[Work order]
Below, find the line containing "is (509, 906)."; from there to the final line, print every line exactly and skip the pictures.

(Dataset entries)
========
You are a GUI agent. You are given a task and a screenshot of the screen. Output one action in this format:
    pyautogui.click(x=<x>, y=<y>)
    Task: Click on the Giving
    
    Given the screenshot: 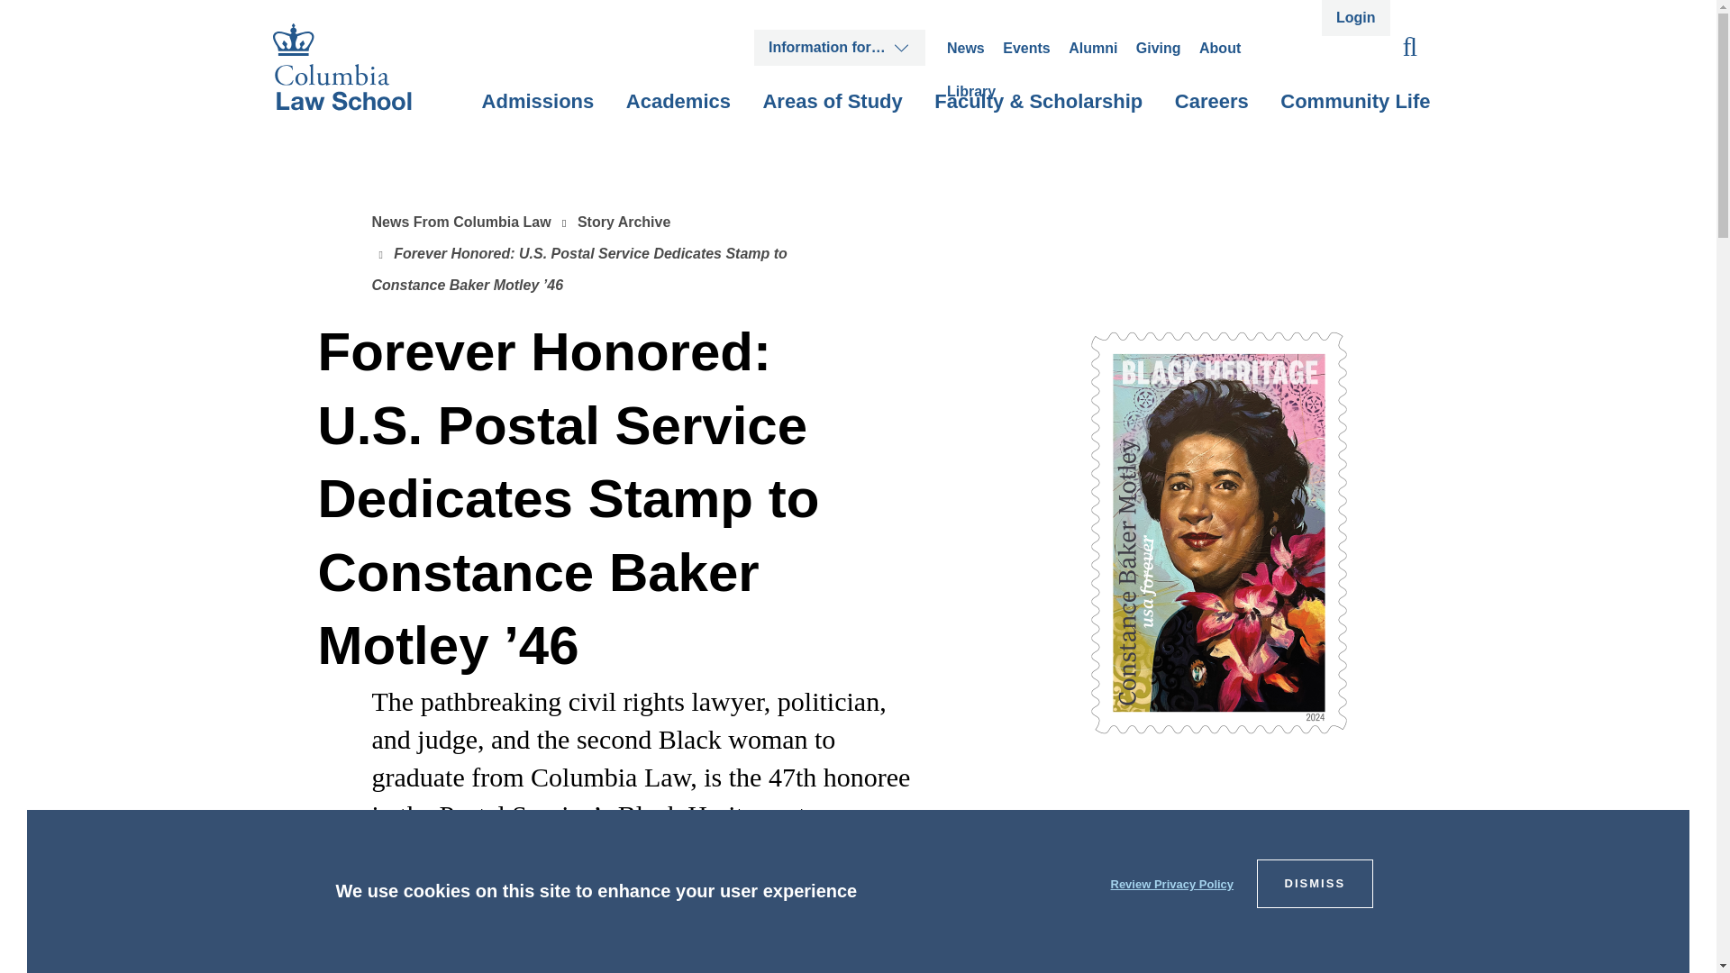 What is the action you would take?
    pyautogui.click(x=1159, y=48)
    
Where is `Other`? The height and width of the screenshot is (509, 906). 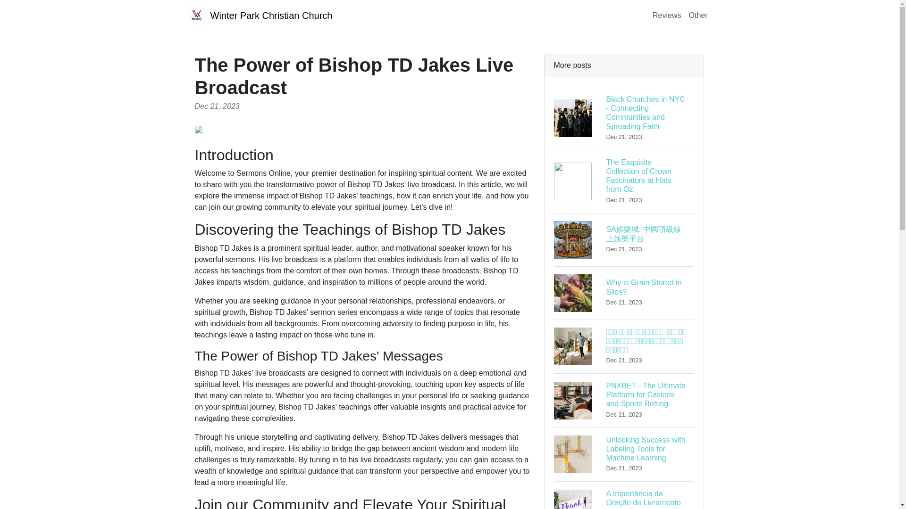
Other is located at coordinates (624, 292).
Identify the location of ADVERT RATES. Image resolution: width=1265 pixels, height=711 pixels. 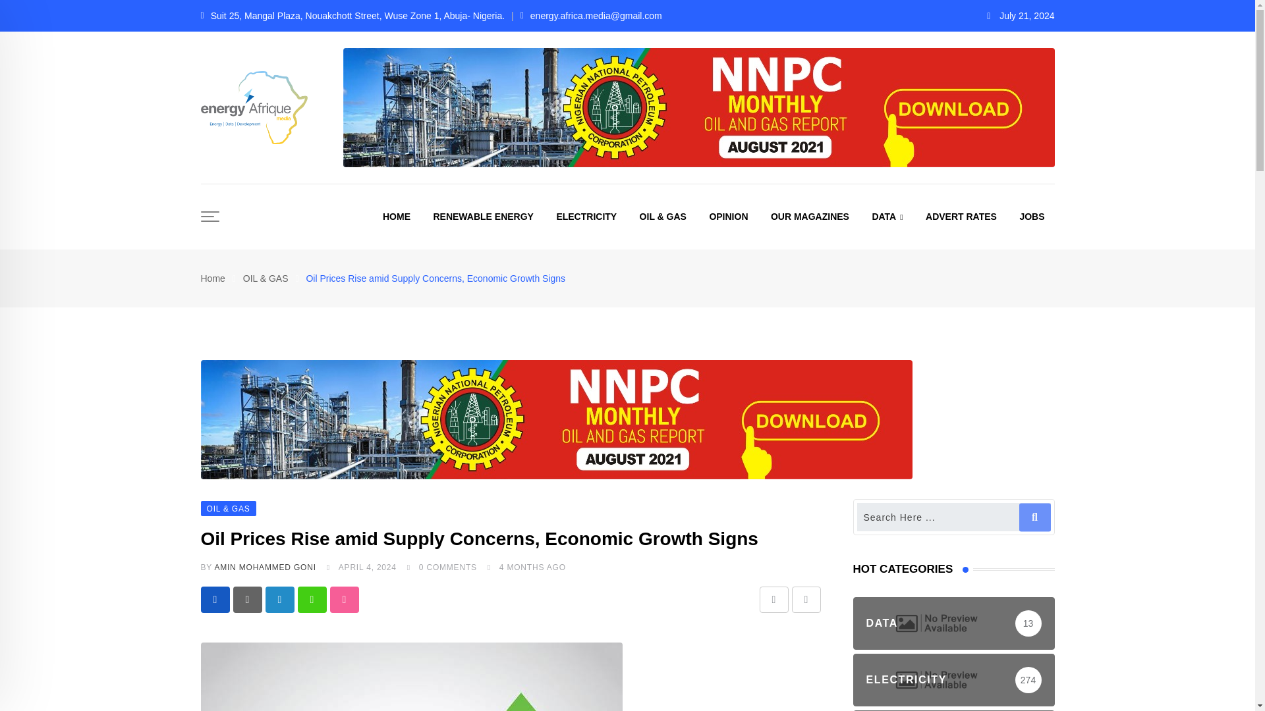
========
[Response to this task]
Where is `Other`? The height and width of the screenshot is (509, 906). 
Other is located at coordinates (624, 292).
Identify the location of ADVERT RATES. Image resolution: width=1265 pixels, height=711 pixels. 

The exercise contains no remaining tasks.